Winter Seale said...

I really love your rules, honestly. If I had my way I'd use them with my main guild, and that's one that's explicitly only made up of people who know each other in real life. Though like any group of more then two or three people, not everyone's friends with everyone else... it's more of a graph of a relationship chart. Unfortunately, the founders what to pretend that everyone is friends with everyone else, rather then (in most cases) acquaintances at most.

Jobu said...

I like your rules.

The arguments given in this comments remind me Berlin article: http://en.wikipedia.org/wiki/Two_Concepts_of_Liberty

The idea is that we have two types of rules. And contrary to common thoughts the negative rules are very good for democratic working societies. Basicly it says that you can do what ever you wish, as long as you don't hurt someone else (the negative rule). This allow for a much wider options and advance. And if you check most of the democratic laws, they are of the negative type: "Don't pass in red light, Don't X and Y". In driving lessons OTOH, they tell you positive rules - drive carefully et cet. This is the difference between Law and Common sense.

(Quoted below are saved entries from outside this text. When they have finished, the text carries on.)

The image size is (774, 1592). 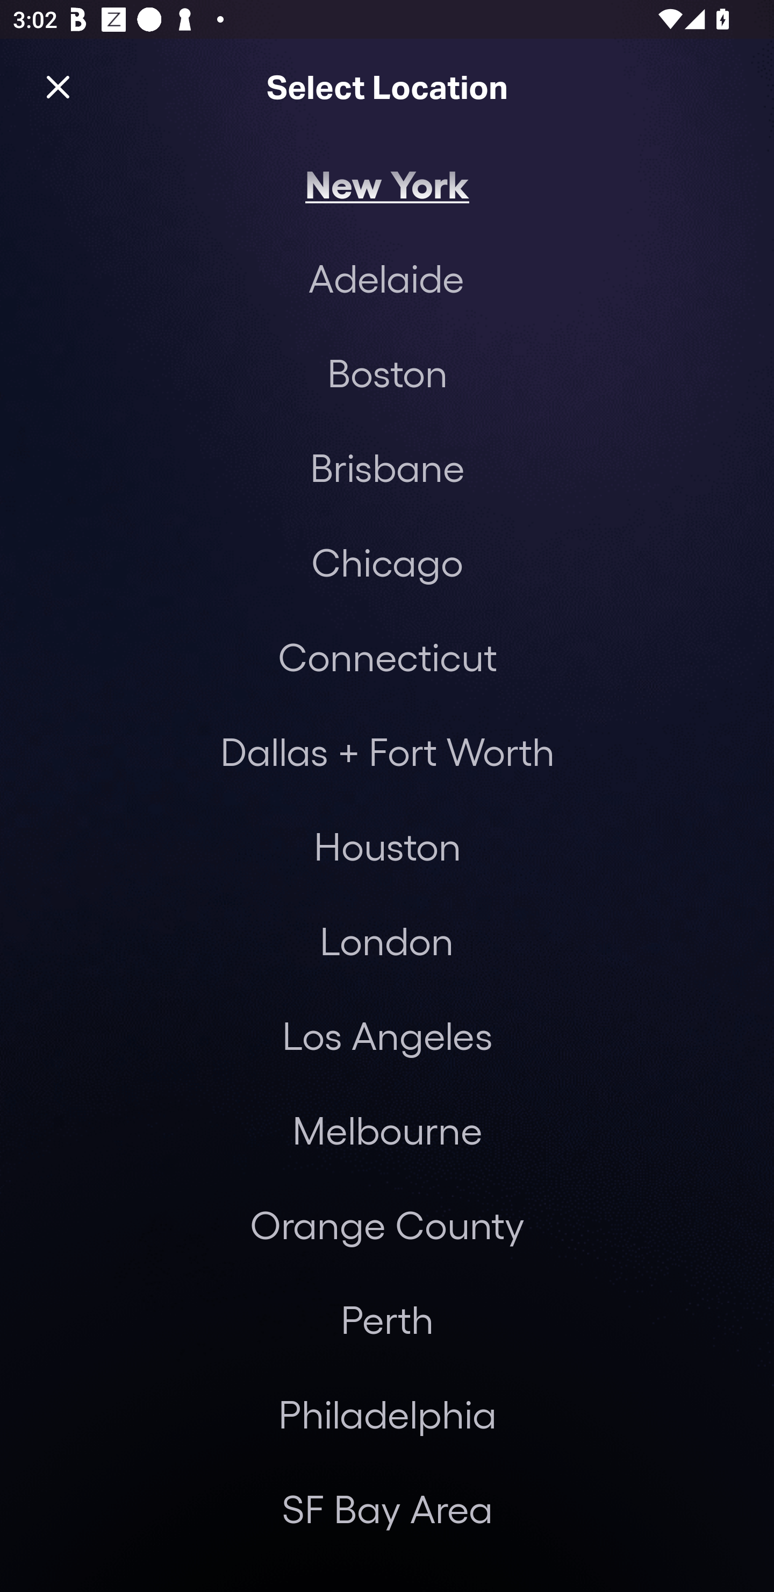 What do you see at coordinates (387, 656) in the screenshot?
I see `Connecticut` at bounding box center [387, 656].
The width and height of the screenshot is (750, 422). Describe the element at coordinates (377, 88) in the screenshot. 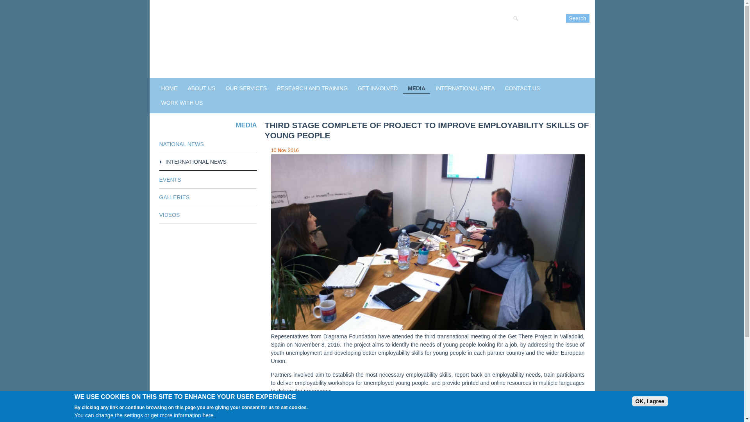

I see `GET INVOLVED` at that location.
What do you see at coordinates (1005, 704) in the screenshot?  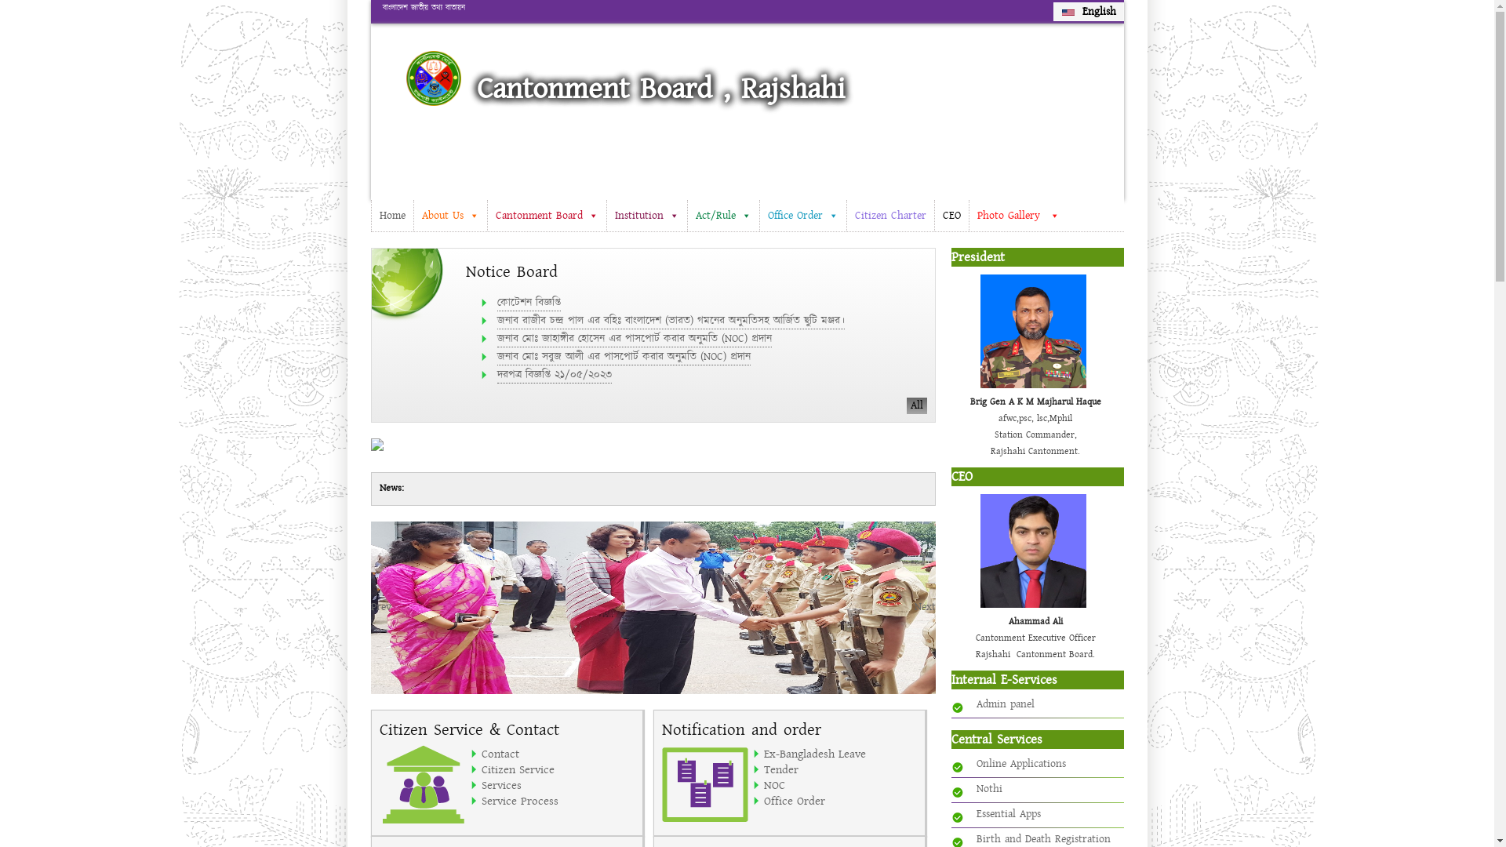 I see `Admin panel` at bounding box center [1005, 704].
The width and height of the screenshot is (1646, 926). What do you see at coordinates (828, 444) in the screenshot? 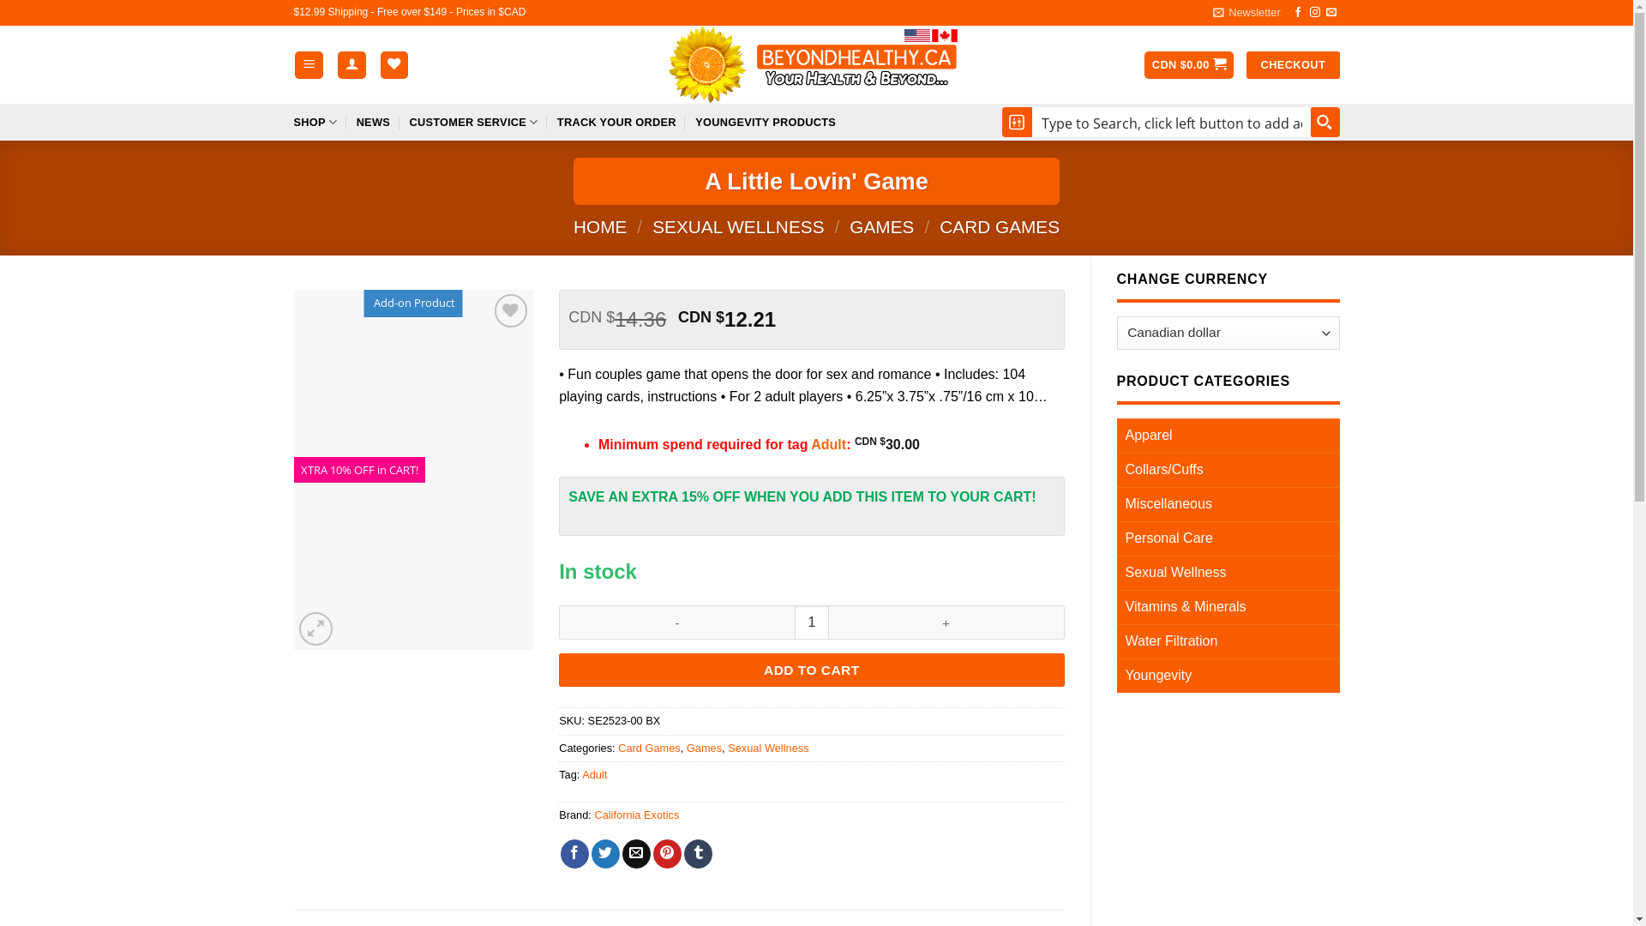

I hope I managed to pass the important difference. I strongly suggest to read the references.

PP

Tobold said...

Well, you have to admit that you're not simulating anything. A PuG is made of a variety of people, social, anti-social, morons, etc. So... you're constraining the behavior from the start, thus invaliding the simulation.

That competent players can achieve goals is a known fact.

But you know what? Friendly guilds, and not all of them are made of M&S, can also achieve goals. I promise you that greeting someone for getting a useless achievement won't stop anyone from downing a boss.

Before this expansion i was in a guild made mostly of friends. We helped each other, we greeted each other and we downed every boss of TBC before the nerf.

So, i'm not sure of what you're trying to prove other than that anti-social people can ALSO be competent players.

But don't call it a "simulated pug", because it is not.

Anonymous said...

Have you ever taken a look at the guild Alea Iacta Est on US-Earthen Ring? I think you would them pretty hilarious. It is pretty much a guild of nothing by M&s.

Particulary funny instance I read about recently is a guy that was going to realm change to join the guild. He was trying to transfer a bunch of money over so he made a post saying this and saying that he was seeing if anyone would like a mechano-hog at just the COST for materials.

So, an officer replies to his thread, saying "Selling stuff to guildes, even at cost, isn't really the way AIE rolls. Sell them in the AH or better yet, do what many have done, and give them away to needy guild-mates."

Check them our at 'www.aie-guild.org' You'd get a great laugh out of it.

Anonymous said...

Your rules not only undo the myth that guildies are your friends, they also discourage guildies from becoming friends.